Having discovered all our confusions and neuroses, we begin to realize that they are harmless or helpless. Then gradually we find the innocent-child quality in us. And it does not mean that we are being reduced to a child. Rather, we become fresh, inquisitive, sparkling; we want to know more about the world, more about life.

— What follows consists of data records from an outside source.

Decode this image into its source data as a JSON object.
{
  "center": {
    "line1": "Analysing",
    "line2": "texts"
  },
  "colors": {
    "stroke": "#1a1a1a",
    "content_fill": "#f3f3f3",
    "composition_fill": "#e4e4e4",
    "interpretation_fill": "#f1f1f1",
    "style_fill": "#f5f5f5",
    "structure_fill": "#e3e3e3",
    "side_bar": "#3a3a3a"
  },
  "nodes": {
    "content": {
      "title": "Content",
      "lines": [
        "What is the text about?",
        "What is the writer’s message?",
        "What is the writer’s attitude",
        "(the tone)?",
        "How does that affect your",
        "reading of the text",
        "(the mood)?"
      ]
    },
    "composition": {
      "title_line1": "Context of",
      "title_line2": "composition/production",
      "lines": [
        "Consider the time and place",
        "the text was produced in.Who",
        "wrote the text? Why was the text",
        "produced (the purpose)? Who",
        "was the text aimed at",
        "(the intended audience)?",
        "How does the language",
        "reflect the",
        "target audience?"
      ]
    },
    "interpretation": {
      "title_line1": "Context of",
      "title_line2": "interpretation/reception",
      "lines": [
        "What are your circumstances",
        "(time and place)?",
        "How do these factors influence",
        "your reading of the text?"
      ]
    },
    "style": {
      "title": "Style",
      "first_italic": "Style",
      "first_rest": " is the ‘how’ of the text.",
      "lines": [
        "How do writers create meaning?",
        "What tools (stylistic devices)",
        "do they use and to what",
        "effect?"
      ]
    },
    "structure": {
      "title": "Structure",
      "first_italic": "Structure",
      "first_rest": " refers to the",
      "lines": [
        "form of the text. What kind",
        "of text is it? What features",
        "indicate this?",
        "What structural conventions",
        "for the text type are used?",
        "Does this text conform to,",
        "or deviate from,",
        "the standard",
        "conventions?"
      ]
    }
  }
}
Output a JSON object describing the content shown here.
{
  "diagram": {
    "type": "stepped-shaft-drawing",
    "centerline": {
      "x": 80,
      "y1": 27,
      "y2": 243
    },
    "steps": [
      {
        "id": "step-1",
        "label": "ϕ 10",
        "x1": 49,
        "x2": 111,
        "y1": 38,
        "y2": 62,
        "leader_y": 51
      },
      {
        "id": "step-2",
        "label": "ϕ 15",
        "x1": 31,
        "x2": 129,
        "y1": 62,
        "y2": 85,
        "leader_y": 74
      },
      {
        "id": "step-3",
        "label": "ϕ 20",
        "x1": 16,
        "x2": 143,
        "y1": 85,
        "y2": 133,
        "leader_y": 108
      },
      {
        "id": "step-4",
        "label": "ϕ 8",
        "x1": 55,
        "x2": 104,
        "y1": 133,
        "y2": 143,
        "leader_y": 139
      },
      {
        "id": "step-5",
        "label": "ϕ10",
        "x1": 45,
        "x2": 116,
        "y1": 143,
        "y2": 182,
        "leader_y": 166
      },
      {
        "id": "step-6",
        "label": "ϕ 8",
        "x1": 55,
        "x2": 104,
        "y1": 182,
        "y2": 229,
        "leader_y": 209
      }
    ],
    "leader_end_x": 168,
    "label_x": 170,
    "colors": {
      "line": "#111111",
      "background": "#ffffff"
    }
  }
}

All of our preconceptions have been stripped away.

~ Chögyam Trungpa Rinpoche

As much as I value the teachings of Chögyam Trungpa Rinpoche, this one confuses me:

Having discovered all our confusions and neuroses, wouldn’t we then be as close to full enlightenment as humanly possible?

Wouldn’t we, by the very nature of discovery, recognize them as confusions and neuroses that would automatically make them harmless and helpless?

And as we are in the process of discovery, wouldn’t we be finding that innocent-child quality, so that the full discovery would already have resulted in the return of our fresh, inquisitive, sparkling nature?

Perhaps I’m reading too much into this or I’m missing some context. Perhcontemplationaps I’m assigning a near-saintly status to the idea of being Enlightened and that the discovery itself is the process– so, “having discovered” isn’t then a new beginning, but a point of Having Discovered (if that makes sense).

After all, “all of our preconceptions have been stripped away”.